+++ Extracted material

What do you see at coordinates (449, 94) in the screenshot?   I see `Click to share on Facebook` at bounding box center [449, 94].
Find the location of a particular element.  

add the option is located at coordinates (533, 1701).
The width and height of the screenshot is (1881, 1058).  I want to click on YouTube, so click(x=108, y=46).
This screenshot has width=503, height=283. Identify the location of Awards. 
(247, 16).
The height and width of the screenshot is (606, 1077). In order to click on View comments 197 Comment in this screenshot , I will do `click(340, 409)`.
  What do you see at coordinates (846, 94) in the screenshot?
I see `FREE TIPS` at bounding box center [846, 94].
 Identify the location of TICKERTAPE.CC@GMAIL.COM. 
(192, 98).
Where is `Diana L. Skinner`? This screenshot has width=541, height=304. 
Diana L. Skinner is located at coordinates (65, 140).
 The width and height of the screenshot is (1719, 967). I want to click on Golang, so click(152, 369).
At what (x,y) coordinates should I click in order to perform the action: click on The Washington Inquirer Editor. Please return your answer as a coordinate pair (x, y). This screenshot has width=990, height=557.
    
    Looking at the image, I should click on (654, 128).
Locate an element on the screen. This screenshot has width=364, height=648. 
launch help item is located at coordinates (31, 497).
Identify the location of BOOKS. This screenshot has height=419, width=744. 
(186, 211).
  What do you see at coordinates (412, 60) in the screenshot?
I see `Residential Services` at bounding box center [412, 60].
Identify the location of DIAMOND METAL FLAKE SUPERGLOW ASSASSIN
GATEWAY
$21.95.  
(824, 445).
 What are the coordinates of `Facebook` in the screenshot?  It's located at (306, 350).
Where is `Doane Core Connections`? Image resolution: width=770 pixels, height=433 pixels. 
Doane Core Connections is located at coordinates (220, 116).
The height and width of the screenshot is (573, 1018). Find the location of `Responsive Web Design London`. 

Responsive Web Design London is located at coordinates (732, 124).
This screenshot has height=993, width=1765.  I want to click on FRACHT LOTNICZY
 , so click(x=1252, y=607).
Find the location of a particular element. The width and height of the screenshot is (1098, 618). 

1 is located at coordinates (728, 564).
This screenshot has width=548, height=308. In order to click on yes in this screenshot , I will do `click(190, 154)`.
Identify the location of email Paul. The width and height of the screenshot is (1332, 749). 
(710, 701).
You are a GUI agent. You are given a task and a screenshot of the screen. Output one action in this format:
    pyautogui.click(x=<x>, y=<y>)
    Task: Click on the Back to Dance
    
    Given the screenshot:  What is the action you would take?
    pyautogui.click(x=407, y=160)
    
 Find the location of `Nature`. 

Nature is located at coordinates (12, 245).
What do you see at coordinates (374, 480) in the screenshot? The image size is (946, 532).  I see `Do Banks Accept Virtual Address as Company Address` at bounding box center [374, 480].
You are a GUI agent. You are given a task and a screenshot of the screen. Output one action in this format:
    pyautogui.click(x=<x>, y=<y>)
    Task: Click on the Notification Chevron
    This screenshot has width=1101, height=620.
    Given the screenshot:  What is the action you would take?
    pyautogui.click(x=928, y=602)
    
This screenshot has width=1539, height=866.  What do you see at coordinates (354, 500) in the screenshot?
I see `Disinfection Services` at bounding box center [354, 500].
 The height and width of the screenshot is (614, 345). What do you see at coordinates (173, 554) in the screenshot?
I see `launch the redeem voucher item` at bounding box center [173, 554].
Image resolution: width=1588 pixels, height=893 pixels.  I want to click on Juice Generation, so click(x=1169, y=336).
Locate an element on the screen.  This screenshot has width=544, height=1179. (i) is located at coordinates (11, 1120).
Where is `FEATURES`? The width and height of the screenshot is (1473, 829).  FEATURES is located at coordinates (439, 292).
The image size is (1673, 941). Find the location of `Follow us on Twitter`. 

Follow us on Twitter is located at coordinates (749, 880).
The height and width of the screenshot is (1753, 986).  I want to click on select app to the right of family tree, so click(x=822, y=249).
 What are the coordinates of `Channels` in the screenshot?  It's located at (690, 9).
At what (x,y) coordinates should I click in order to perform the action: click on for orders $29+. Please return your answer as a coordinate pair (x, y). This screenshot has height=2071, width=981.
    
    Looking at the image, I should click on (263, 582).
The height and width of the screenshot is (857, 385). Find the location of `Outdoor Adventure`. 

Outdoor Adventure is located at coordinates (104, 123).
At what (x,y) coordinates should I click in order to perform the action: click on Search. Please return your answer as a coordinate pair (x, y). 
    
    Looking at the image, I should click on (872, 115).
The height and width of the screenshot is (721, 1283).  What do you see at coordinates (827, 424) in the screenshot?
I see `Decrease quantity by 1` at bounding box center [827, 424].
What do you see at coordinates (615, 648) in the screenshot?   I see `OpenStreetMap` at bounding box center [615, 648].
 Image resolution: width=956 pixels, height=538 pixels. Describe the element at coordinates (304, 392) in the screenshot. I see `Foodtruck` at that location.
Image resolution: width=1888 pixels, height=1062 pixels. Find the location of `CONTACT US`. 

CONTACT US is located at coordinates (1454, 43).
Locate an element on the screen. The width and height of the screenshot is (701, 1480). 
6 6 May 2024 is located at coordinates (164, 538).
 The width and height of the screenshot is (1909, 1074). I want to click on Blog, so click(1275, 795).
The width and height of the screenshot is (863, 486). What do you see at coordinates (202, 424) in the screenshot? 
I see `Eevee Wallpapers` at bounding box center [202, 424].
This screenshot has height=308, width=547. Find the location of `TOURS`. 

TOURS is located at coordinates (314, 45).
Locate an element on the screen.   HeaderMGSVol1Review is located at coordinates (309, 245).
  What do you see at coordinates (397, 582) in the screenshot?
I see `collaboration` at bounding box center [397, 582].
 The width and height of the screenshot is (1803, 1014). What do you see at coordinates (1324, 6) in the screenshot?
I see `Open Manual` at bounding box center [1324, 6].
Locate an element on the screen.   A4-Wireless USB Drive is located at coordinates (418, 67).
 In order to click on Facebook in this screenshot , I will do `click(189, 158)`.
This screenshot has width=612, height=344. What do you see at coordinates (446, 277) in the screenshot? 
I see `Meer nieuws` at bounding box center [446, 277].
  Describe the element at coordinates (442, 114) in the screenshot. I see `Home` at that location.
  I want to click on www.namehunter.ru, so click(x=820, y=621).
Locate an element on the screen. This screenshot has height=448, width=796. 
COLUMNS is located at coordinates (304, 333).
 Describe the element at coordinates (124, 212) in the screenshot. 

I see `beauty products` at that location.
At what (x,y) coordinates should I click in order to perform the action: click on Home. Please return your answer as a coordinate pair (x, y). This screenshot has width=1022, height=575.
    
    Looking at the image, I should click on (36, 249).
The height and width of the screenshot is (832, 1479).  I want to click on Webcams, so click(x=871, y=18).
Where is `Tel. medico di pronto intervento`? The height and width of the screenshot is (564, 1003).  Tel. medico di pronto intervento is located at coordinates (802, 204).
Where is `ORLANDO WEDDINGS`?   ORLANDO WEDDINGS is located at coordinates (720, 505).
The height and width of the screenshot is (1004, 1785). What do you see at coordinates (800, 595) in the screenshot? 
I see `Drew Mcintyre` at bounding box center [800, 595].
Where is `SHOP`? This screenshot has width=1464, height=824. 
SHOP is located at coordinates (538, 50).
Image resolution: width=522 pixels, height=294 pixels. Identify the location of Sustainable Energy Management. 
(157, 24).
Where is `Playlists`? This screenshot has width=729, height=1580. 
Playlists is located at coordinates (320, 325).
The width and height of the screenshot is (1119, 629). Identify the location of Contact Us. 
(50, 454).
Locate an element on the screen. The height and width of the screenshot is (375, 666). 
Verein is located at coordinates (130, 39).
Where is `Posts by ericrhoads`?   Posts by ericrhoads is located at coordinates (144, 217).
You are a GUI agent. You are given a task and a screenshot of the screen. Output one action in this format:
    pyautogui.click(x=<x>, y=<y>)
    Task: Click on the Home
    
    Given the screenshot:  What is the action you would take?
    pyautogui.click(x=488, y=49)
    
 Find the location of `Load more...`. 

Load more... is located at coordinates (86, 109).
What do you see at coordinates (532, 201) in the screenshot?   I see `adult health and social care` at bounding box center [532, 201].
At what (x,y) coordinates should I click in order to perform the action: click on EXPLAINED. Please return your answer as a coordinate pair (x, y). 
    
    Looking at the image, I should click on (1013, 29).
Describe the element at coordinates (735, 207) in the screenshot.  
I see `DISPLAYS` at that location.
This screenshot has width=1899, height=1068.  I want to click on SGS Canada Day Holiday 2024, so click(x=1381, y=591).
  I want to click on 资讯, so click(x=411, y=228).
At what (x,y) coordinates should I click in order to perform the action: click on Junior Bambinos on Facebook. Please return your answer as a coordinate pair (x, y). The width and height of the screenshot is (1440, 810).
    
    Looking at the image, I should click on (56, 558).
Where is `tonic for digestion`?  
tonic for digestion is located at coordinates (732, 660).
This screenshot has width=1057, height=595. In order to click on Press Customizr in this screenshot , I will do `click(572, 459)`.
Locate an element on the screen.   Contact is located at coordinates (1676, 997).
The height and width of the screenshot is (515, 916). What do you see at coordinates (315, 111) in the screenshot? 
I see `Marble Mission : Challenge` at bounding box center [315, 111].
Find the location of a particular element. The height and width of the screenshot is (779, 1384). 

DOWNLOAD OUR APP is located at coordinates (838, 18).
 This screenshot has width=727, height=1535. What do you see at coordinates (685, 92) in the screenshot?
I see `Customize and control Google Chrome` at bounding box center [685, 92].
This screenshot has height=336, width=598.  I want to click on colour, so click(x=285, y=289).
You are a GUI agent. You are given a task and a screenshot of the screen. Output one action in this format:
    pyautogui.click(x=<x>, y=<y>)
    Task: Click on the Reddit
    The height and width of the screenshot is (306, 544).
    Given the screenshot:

++++++

» **Task requirements**: Up to and including the last line of the listing above, copy exactly every line from the one that contains "This screenshot has height=336, width=598." onward; leave out all others.

» **Finished task**:
This screenshot has height=336, width=598.  I want to click on colour, so click(x=285, y=289).
You are a GUI agent. You are given a task and a screenshot of the screen. Output one action in this format:
    pyautogui.click(x=<x>, y=<y>)
    Task: Click on the Reddit
    The height and width of the screenshot is (306, 544).
    Given the screenshot:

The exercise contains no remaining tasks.